Monday, July 2, 2007

Additional BTN network stuff.

This is an IU blog (really!), but the Big Ten Network seems to be just about the only news relating to IU right now, so here goes. Teddy Greenstein's column in today's Chicago Tribune provides a little more info, and indicates that the Big Ten will be making some sort of formal announcement today. Here's what we know:
  • The BTN nightly studio show, hosted by former ESPN anchor Dave Revsine, will launch on August 30 (that's the Thursday before college football begins.
  • The BTN will announce deals with over 75 cable companies, but none of the big boys (Comcast, Time Warner, Insight, Dish) are on the list yet.
  • There will be a Friday night "tailgate show" with live coverage from the sites of the next day's games. It's not clear whether that will happen every week or just the first week.

Greenstein also provides this information, which may have been reported before but if so, escaped me:

ABC Sports picks first each week. The BTN gets the second choice (ahead of ESPN)
in three of 12 weeks and the third choice three other weeks. In six weeks it picks fourth after ABC, ESPN and ESPN2.

That does suggest that the games on the BTN will be a bit higher profile than the typical ESPN Plus games in the past.

UPDATE: Here's the release. Nothing much new. August 30 is the official launch date for the network, not just the studio show. The list of the committed companies is interesting:

Some of the local systems planning to carry Big Ten Network as part of their expanded basic level of service include Altatec Alta Municipal Utility, Cedar Falls Utilities, Celect Communications, Consolidated Communications Network Services, City of Wadsworth Cable TV, Dixon Telephone Company, Grundy Center Municipal, Harlan Municipal Utilities, Hiawatha Broadband, Horizon Telecom, Independence Communications, Iowa Network Services, Mid-Century Communications, Moultrie Telecommunications, Muscatine Power & Water, Oneida Cablevision, Spencer Municipal Utilities, The Community Agency and USA Communications. In addition, Big Ten Network has national distribution agreements with DirectTV and the new AT&T U-verseSM service, as well as a major regional agreement with Buckeye Cable.

That's better than not having Harlan and Muscatine in the bag, I suppose. And as Grundy goes, so goes the nation. How many households are represented on that list. 500?

1 comment:

Unknown said...

“Maybe the programming is a little better than ESPN Plus but, as it looks from the post, only for a couple of weeks. And this only applies to football - what about basketball? That’s what I (and most of the state, I’d guess) care about the most. Who gets to pick those games before the BTN? Everybody else? Last year most of those games were on ESPN(s), plus a few on CBS – almost 29 games in all if you look at the IU website. The fact that I have to pay for stuff I was already getting for free already is absolutely ridiculous.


TASK DESCRIPTION
Output the data below exactly, down to the last character.

:::::

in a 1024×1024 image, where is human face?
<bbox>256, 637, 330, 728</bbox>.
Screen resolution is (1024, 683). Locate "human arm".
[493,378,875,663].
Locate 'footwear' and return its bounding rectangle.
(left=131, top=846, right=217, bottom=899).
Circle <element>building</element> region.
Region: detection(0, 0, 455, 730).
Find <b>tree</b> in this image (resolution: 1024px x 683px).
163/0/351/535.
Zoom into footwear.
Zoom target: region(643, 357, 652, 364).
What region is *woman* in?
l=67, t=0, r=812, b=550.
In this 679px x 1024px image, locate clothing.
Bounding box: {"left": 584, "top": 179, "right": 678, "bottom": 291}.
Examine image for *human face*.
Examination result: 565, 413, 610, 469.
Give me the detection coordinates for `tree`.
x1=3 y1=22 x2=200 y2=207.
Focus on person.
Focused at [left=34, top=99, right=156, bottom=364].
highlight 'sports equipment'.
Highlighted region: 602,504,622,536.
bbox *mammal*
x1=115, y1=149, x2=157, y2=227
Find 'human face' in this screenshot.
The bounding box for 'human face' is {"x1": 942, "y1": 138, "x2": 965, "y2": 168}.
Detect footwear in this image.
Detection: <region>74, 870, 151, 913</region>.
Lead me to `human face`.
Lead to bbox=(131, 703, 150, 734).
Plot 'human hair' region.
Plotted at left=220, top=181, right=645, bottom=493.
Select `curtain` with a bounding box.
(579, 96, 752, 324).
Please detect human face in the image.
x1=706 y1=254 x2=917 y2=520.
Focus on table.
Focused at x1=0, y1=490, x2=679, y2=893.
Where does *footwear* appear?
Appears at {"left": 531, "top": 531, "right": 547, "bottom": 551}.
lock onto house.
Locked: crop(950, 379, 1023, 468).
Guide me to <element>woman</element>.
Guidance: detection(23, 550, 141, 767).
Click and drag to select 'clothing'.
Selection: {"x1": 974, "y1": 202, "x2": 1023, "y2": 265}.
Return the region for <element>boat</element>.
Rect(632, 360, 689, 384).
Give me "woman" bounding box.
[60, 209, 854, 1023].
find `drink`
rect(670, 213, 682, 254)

:::::

EXERCISE RESULT
in a 1024×1024 image, where is human face?
<bbox>256, 637, 330, 728</bbox>.
Screen resolution is (1024, 683). Locate "human arm".
[493,378,875,663].
Locate 'footwear' and return its bounding rectangle.
(left=131, top=846, right=217, bottom=899).
Circle <element>building</element> region.
Region: detection(0, 0, 455, 730).
Find <b>tree</b> in this image (resolution: 1024px x 683px).
163/0/351/535.
Zoom into footwear.
Zoom target: region(643, 357, 652, 364).
What region is *woman* in?
l=67, t=0, r=812, b=550.
In this 679px x 1024px image, locate clothing.
Bounding box: {"left": 584, "top": 179, "right": 678, "bottom": 291}.
Examine image for *human face*.
Examination result: 565, 413, 610, 469.
Give me the detection coordinates for `tree`.
x1=3 y1=22 x2=200 y2=207.
Focus on person.
Focused at [left=34, top=99, right=156, bottom=364].
highlight 'sports equipment'.
Highlighted region: 602,504,622,536.
bbox *mammal*
x1=115, y1=149, x2=157, y2=227
Find 'human face' in this screenshot.
The bounding box for 'human face' is {"x1": 942, "y1": 138, "x2": 965, "y2": 168}.
Detect footwear in this image.
Detection: <region>74, 870, 151, 913</region>.
Lead me to `human face`.
Lead to bbox=(131, 703, 150, 734).
Plot 'human hair' region.
Plotted at left=220, top=181, right=645, bottom=493.
Select `curtain` with a bounding box.
(579, 96, 752, 324).
Please detect human face in the image.
x1=706 y1=254 x2=917 y2=520.
Focus on table.
Focused at x1=0, y1=490, x2=679, y2=893.
Where does *footwear* appear?
Appears at {"left": 531, "top": 531, "right": 547, "bottom": 551}.
lock onto house.
Locked: crop(950, 379, 1023, 468).
Guide me to <element>woman</element>.
Guidance: detection(23, 550, 141, 767).
Click and drag to select 'clothing'.
Selection: {"x1": 974, "y1": 202, "x2": 1023, "y2": 265}.
Return the region for <element>boat</element>.
Rect(632, 360, 689, 384).
Give me "woman" bounding box.
[60, 209, 854, 1023].
find `drink`
rect(670, 213, 682, 254)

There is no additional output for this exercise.